Turkey says German vote on Armenian 'genocide' a 'test of friendship'

German lawmakers' planned vote to recognise the massacre of Armenians by Ottoman forces as genocide, will test the "friendship" between Berlin and Ankara, Turkey said Thursday.

The resolution "will amount to a real test of the friendship" between the two nations, Turkish Prime Minister Binali Yildirim said.

"Some nations that we consider friends, when they are experiencing trouble in domestic policy attempt to divert attention from it," he said at a meeting of his Justice and Development Party (AKP). "This resolution is an example of that."

He stopped short of threatening Germany with political and economic retaliation, but added "3.5 million Turks live in Germany and actively contribute to the economy."

Put forward by the ruling left-right coalition and the opposition Greens, the resolution entitled "Remembrance and commemoration of the genocide of Armenians and other Christian minorities in 1915 and 1916" also carries the contentious word throughout the text.

The vote comes at a particularly awkward time as Germany and the European Union need Turkey to help stem a record influx of migrants even as tensions are rising between both sides over human rights and other issues.

Yerevan has long sought international recognition of the "genocide", but Ankara rejects the use of the term to describe the World War I-era killings and argues that it was a collective tragedy in which equal numbers of Turks and Armenians died.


**Problem**
Everything from the line that contains "Get bbox for <item>human" to the end of the records below, both lines included, should be transcribed exactly and returned alone.

**Exercise data**

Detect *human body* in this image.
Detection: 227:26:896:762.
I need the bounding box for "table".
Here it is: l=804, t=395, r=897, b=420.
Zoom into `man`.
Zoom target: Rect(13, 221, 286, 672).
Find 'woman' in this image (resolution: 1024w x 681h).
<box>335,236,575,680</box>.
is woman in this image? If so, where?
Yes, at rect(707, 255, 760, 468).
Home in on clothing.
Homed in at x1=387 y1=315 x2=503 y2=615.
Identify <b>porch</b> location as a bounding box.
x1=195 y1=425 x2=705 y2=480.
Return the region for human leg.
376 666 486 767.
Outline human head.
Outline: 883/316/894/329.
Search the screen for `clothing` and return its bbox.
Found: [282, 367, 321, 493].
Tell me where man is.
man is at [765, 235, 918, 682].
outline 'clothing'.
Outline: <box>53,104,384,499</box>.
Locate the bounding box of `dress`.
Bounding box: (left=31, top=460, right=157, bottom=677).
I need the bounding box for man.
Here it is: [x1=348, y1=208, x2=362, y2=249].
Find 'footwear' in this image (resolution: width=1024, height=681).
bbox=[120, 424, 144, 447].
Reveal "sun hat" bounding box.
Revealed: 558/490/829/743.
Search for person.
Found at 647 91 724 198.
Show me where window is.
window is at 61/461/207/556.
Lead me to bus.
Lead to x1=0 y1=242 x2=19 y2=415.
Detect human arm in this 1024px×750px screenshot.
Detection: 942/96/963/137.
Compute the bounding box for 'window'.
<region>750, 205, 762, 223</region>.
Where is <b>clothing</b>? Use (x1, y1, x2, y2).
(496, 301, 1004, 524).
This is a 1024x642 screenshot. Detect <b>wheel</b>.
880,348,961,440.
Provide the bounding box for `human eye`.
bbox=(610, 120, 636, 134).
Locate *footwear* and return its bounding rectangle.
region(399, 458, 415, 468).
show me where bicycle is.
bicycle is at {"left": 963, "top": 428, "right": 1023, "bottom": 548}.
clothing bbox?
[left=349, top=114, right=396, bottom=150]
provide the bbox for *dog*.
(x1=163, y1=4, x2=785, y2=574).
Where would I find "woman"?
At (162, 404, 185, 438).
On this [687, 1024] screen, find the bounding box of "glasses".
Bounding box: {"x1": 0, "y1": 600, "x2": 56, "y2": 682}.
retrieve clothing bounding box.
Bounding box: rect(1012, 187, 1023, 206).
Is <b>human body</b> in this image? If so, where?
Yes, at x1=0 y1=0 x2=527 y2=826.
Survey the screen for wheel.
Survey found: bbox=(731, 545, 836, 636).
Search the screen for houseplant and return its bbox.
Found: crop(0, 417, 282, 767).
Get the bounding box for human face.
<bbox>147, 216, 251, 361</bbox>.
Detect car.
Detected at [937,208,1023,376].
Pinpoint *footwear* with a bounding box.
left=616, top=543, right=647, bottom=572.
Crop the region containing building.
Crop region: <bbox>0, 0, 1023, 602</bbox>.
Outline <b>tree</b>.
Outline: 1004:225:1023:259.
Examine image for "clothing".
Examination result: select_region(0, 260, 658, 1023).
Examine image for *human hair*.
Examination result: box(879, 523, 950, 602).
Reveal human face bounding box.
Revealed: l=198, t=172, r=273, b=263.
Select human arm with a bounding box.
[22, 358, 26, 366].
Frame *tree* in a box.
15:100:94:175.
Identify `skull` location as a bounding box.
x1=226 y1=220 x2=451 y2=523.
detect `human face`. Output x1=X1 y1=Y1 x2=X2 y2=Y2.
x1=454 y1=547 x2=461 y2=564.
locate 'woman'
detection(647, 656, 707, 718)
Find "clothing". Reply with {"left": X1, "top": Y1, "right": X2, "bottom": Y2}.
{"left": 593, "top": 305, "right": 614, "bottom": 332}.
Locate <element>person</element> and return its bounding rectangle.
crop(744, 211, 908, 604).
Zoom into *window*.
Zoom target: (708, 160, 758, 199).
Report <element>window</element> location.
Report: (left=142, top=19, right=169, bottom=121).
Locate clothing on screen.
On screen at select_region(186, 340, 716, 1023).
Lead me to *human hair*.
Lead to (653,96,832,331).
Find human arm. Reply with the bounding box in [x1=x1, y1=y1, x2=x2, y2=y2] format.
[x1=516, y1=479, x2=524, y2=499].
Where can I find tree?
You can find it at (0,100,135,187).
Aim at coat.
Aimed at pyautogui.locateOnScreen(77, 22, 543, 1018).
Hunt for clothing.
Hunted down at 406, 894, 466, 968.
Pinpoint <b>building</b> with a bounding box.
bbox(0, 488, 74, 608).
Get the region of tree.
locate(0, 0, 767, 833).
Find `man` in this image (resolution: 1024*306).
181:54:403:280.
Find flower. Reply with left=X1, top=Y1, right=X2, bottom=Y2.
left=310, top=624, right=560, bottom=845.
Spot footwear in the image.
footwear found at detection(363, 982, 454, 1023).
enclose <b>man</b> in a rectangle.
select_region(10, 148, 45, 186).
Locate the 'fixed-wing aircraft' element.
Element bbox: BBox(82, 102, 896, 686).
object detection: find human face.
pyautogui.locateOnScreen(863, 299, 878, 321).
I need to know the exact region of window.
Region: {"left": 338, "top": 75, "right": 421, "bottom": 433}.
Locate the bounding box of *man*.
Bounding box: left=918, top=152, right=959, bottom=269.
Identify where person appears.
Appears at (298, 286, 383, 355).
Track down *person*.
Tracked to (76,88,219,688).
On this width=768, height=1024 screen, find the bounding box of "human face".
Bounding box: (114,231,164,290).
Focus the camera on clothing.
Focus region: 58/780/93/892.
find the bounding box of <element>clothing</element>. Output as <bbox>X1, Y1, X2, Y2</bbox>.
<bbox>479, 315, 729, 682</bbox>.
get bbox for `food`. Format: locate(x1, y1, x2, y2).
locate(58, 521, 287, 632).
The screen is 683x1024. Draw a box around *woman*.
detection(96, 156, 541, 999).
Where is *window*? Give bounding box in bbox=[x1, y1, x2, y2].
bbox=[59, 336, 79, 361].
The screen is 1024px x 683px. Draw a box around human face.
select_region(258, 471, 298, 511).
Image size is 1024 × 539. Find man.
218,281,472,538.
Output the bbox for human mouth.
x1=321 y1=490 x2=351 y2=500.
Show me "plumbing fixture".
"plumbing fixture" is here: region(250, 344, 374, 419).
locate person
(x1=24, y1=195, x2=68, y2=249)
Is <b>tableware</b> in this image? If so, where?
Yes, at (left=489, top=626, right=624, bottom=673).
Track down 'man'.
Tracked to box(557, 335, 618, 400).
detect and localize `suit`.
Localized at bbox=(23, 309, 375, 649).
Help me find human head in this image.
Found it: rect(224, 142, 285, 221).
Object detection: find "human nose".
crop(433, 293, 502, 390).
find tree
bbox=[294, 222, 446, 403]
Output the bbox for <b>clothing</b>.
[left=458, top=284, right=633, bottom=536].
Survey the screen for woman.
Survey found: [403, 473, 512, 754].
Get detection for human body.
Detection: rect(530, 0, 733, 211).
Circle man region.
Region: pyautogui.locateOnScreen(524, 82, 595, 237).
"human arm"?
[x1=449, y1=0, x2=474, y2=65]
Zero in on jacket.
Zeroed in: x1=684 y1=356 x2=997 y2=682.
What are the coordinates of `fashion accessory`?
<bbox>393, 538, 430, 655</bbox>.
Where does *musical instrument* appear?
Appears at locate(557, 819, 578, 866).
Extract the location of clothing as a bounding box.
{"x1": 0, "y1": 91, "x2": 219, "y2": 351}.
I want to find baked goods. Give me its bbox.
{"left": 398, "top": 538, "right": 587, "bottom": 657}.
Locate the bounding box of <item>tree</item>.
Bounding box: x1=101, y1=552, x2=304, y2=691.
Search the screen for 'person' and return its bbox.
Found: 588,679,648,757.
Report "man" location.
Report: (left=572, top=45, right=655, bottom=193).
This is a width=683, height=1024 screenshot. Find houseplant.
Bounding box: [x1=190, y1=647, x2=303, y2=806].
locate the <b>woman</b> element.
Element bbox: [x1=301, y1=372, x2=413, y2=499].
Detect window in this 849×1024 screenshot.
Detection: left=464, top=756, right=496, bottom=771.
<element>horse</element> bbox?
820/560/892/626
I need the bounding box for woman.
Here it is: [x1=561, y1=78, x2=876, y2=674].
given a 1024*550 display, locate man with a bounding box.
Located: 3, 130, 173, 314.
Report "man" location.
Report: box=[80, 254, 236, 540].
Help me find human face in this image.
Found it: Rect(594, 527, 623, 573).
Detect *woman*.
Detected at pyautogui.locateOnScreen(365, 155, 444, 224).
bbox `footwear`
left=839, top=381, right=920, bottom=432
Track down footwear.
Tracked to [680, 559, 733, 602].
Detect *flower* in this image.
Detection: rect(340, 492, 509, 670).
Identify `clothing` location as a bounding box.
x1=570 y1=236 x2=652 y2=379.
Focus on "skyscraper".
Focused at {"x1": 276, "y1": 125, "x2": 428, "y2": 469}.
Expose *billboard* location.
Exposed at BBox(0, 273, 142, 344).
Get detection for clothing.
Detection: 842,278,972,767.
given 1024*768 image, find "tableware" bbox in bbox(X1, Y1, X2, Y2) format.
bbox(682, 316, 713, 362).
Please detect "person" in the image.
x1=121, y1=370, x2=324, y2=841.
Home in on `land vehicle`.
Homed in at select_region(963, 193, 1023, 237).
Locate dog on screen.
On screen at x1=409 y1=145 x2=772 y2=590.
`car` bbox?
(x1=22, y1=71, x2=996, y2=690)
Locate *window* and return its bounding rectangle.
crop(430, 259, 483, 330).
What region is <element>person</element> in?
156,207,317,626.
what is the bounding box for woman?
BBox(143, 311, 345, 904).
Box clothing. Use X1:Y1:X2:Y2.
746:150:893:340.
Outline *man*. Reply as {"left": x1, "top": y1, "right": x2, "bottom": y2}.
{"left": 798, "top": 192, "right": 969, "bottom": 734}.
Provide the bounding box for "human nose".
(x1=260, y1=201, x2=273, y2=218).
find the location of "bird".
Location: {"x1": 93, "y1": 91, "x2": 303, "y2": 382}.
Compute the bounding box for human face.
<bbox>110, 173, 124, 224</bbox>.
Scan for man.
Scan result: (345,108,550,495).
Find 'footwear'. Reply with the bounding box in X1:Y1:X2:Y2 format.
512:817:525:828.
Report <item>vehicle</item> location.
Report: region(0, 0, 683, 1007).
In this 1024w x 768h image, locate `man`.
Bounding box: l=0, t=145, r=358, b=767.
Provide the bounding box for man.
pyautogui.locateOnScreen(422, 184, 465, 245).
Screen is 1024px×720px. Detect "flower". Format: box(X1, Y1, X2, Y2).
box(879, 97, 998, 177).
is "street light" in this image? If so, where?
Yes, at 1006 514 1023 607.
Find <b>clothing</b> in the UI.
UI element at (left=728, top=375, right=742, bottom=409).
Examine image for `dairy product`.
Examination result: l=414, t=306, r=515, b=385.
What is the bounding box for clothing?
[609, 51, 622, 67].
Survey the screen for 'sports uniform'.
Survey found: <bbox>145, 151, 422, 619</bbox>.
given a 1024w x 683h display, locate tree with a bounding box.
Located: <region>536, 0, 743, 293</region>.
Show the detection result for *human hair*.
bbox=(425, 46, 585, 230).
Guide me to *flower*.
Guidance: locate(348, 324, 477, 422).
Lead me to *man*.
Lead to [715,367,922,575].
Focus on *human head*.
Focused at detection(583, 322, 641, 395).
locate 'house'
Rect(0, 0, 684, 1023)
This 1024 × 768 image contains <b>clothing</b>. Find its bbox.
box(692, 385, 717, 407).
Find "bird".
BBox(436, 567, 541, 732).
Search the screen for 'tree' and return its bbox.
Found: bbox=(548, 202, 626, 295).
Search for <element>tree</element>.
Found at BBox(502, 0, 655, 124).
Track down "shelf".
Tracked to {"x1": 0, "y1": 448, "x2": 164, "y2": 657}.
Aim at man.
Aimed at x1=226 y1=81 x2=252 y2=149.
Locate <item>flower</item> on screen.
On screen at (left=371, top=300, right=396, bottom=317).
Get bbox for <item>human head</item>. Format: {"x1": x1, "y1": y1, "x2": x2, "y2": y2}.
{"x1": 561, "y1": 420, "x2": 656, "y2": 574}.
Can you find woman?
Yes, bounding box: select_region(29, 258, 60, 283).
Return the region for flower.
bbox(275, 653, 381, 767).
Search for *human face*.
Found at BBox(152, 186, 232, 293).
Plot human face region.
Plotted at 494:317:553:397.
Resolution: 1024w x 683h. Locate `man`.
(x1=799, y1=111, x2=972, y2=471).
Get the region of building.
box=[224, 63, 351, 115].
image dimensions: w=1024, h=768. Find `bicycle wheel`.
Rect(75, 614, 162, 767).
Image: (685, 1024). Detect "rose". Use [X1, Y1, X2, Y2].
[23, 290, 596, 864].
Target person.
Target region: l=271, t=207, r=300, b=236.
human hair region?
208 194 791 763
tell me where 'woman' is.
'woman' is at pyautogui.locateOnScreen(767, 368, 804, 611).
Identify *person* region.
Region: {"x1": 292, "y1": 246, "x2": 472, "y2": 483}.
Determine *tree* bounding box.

**Your response**
Get bbox for <item>human head</item>. Format: {"x1": x1, "y1": y1, "x2": x2, "y2": y2}.
{"x1": 561, "y1": 420, "x2": 656, "y2": 574}.
Can you find woman?
Yes, bounding box: select_region(29, 258, 60, 283).
Return the region for flower.
bbox(275, 653, 381, 767).
Search for *human face*.
Found at BBox(152, 186, 232, 293).
Plot human face region.
Plotted at 494:317:553:397.
Resolution: 1024w x 683h. Locate `man`.
(x1=799, y1=111, x2=972, y2=471).
Get the region of building.
box=[224, 63, 351, 115].
image dimensions: w=1024, h=768. Find `bicycle wheel`.
Rect(75, 614, 162, 767).
Image: (685, 1024). Detect "rose". Use [X1, Y1, X2, Y2].
[23, 290, 596, 864].
Target person.
Target region: l=271, t=207, r=300, b=236.
human hair region?
208 194 791 763
tell me where 'woman' is.
'woman' is at pyautogui.locateOnScreen(767, 368, 804, 611).
Identify *person* region.
Region: {"x1": 292, "y1": 246, "x2": 472, "y2": 483}.
Determine *tree* bounding box.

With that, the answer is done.